As Cindy thought about returning to school, she again recalled what Mrs. Davis said about her having “the prettiest eyes. ” She grabbed her mother’s magnifying mirror and sat on the recliner looking into it. Cindy tried hard to see what Mrs. Davis saw.
“Maybe my eyes are pretty,” Cindy said into the mirror.
On Paula Poole’s show, two sisters who were married to the same man were screaming at each other. The show kept bleeping out the bad words flying between them, and when they started pulling each other’s hair, the audience went wild. Everybody was laughing and cheering.
But Cindy did not pay much attention to the show. She kept staring in the mirror, trying out different expressions to see how they changed the look of her eyes. Maybe she wasn’t that bad looking, she thought. With her hair clean and brushed, she didn’t think she looked as ugly as Raffie said. And she had clearer skin than most of the other kids at school.
Suddenly the phone rang. Cindy put the mirror down and answered it.
“Hello,” she said.
“Yo—who’s this?” a familiar deepthroated voice replied.
“It’s me,” Cindy answered.
“Oh, Ugly Mugly,” Raffie Whitaker said. “How come you home? You get suspended for messin’ up at school again?”
“I never been suspended,” Cindy corrected him sharply. “And stop calling me that. ”
Raffie laughed. He always chuckled when he upset Cindy. She could just imagine him on the other end of the line—smiling in satisfaction at how he managed to insult her. “C’mon, Ugly Mugly. Where’s your momma?” he asked, still laughing.
“I told you to stop calling me that,” Cindy demanded. She wished she could reach into the telephone and wrap the cord around his neck.
“Girl, you so ugly,” Raffie went on, in between bursts of cackling laughter, “when the doctor delivered you, he was wearin’ a blindfold. ”
r /> Cindy slammed down the phone. In about a second it rang again. She turned up the TV volume to drown out the ringing. One of the sisters on the Paula Poole show had a nail file, and she looked as if she was about to attack the other one with it. Maybe it was all an act, but the hate in the girl’s face seemed real. It was the same hatred Cindy felt for Raffie.
Cindy fantasized about being on the show with Raffie Whitaker. She imagined herself grabbing the gold chains he hung around his neck and pulling them so tight his eyes bulged out.
The phone kept ringing. “I ain’t gonna answer you.
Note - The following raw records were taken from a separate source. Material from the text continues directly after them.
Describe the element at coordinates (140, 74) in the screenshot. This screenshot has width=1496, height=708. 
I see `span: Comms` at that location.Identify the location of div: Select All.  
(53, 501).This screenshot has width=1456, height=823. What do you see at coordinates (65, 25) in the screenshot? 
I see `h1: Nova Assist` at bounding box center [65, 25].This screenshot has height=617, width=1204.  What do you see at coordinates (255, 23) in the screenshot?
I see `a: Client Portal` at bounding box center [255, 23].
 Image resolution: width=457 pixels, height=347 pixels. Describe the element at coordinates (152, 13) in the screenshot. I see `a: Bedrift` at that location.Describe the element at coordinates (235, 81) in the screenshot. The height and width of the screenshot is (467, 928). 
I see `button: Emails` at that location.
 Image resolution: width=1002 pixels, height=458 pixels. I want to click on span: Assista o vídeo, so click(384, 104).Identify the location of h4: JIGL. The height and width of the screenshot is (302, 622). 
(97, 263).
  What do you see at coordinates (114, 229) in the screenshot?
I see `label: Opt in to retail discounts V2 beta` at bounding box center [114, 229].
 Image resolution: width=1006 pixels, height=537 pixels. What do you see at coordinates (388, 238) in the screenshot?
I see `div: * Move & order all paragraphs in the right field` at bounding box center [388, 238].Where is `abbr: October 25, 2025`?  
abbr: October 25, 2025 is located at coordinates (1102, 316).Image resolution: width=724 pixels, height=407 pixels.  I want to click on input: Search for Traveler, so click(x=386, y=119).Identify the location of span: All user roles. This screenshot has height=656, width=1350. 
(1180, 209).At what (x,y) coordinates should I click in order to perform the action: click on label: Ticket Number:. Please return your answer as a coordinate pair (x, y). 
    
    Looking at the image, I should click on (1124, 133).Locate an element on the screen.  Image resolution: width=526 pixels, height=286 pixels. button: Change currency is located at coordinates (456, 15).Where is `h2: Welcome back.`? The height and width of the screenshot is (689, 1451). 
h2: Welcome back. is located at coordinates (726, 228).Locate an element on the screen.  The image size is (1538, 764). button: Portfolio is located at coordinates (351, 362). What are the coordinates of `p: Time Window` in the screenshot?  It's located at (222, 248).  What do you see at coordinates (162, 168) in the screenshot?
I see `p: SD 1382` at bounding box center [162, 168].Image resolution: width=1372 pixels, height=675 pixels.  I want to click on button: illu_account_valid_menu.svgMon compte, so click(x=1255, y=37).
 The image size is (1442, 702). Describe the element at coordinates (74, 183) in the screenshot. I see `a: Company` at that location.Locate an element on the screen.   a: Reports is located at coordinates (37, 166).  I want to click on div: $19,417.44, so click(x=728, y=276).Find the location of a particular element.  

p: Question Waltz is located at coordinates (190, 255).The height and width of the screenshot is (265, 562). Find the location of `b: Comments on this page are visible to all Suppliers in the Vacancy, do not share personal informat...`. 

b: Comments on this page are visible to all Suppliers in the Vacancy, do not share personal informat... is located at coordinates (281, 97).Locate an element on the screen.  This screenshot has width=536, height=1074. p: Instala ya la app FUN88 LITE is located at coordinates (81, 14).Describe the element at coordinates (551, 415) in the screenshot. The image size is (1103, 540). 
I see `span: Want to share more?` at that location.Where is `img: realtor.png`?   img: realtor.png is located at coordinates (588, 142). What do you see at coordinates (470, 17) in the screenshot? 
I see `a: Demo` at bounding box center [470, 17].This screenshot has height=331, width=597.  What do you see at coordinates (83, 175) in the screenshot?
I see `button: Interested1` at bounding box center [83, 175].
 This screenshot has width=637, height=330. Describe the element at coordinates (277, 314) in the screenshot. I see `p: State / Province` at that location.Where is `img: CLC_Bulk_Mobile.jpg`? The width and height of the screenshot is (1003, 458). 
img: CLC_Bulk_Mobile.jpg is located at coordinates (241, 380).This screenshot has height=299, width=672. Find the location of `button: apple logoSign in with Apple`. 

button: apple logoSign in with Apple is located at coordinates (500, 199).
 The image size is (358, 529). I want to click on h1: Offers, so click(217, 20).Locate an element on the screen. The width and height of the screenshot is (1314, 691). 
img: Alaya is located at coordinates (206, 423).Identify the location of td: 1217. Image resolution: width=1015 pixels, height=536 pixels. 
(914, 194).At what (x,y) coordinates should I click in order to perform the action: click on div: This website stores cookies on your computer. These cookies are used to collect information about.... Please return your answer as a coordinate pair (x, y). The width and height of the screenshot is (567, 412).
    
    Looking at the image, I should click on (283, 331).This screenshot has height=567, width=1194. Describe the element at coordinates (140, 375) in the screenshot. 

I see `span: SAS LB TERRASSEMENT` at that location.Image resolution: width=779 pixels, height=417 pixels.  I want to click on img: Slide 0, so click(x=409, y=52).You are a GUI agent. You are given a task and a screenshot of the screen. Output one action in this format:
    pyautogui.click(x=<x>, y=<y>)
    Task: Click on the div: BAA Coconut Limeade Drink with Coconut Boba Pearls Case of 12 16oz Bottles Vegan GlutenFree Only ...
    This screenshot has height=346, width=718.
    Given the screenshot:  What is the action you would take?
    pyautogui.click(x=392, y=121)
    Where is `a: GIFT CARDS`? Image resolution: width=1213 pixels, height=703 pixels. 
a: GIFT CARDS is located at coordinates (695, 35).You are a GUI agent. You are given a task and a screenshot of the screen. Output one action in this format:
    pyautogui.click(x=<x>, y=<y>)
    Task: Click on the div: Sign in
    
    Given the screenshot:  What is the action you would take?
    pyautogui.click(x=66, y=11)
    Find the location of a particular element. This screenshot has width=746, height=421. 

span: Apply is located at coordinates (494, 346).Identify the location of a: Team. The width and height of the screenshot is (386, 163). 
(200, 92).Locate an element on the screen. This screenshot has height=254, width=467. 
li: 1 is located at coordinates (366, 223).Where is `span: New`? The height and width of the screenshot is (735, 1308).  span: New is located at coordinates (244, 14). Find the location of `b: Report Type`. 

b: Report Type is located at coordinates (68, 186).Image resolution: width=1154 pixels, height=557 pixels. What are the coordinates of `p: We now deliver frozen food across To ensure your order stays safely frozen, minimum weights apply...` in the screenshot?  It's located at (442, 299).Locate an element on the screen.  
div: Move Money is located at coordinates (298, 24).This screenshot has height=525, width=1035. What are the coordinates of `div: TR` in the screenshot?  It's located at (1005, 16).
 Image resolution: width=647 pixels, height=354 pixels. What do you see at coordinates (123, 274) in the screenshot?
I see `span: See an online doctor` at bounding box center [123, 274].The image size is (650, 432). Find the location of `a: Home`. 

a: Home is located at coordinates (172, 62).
You can’t make me. ” Cindy smiled because for once she had power. Raffie Whitaker was fuming somewhere, and he could not do a thing about it.
Ignoring the phone’s periodic ringing, Cindy picked up the mirror again and repeated the words that Mrs. Davis had said. “Pretty eyes . . . pretty hazel eyes. ”
Maybe Mrs. Davis was not the only one who thought she was special. Maybe someone else would feel that way about her too one day.
Chapter 2
When Cindy’s mother got home shortly after 5:30, the phone was still ringing. She rushed in to answer it, tossing her purse and keys on a nearby chair.
“Hello,” Mom huffed, picking up the phone. “Oh, hey Raffie. What do you mean you’ve been calling all day? Cindy was right here. Cindy!” Cindy glanced up from the magazine she was leafing through. “Raffie’s telling me he’s been calling all day and nobody answered. Did you go somewhere?”
“I been right here except when I went down to do the wash, and oh, I took a shower and stuff,” Cindy said.
“She what?” Mom cried. “Well, she’s gonna be sorry she did that. Raffie honey, don’t be like that. Listen to me, I’ve got chilled wine, and I’ll make us some steaks. . . . Raffie, honey, listen . . . Raffie?” Mom put down the phone and glared at Cindy. “You just have to make trouble, don’t you? Raffie says you hung up on him. Did you do that?”